By Shel Horowitz
(Excerpt from Guerrilla Marketing to Heal the World by Jay Conrad Levinson and Shel Horowitz)
The flip side of the buy-local movement is that in our increasingly globalized economy, enormous opportunities are opening for nimble companies who can make sharp turns in the global arena. Mark Schapiro, Editorial Director of the Center for Investigative Reporting and author of Exposed: The Toxic Chemistry of Everyday Products and What’s at Stake for American Power, noted in a radio interview that because environmental and safety standards for cosmetics/personal care products are much tougher in the European Union than in the United States, the few US companies that meet the stricter requirements have access to the entire EU market.
Eventually, Schapiro says, US consumers will discover the tougher labeling and ingredient standards and demand them. “There are levels of disclosure required on European products that are not required on American products. We live in a global economy. So that information is going to start making its way back here to the United States. And I think it’s going to start creating some interesting tensions when people start seeing information disclosed there that’s not disclosed here.”
Extrapolating from that, it seems obvious to us that the first US cosmetics company to start heavily marketing its own compliance with the European standards, and what that means for consumer safety and environmental protection, could score a huge first-mover marketing coup even in the US market, and cast doubt on the offerings of many of its competitors.
In other words, the more your company holds to high ethical and environmental standards, the more you can sell in the global economy. So educate your customers on the importance of dealing fairly with suppliers in developing countries and offer fair-trade certified products they can feel good about. Sell organic clothing, craft items that benefit a women’s educational co- op, natural and renewable building materials, traditional toys that are guaranteed to be safe, or even recordings of indigenous music from around the world—and show how you’re giving back to the communities that supply you and those that purchase from you. Consumers will support you!
We’ll look more closely at global marketing (both in green and nongreen sectors) in Chapter 16.

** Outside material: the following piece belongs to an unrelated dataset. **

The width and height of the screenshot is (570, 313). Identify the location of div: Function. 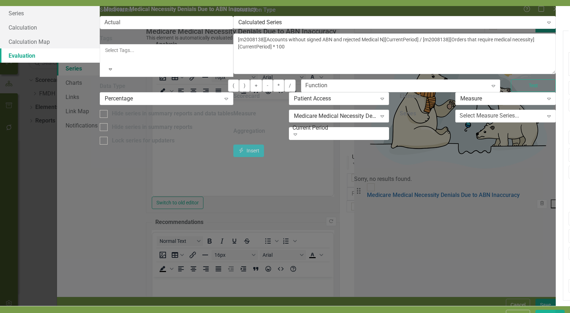
(317, 86).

Green/social change business profitability expert Shel Horowitz, “The Transformpreneursm,” shows you how profit by greening your business, turning hunger and poverty into sufficiency, war into peace, and catastrophic climate change into planetary balance, and marketing these commitments. Reprinted with permission from Shel’s 10th book, Guerrilla Marketing to Heal the World (with Jay Conrad Levinson; Morgan James Publishing, 2016). The book highlights profitable and successful socially responsible strategies used by companies from Fortune 100 to solopreneurs.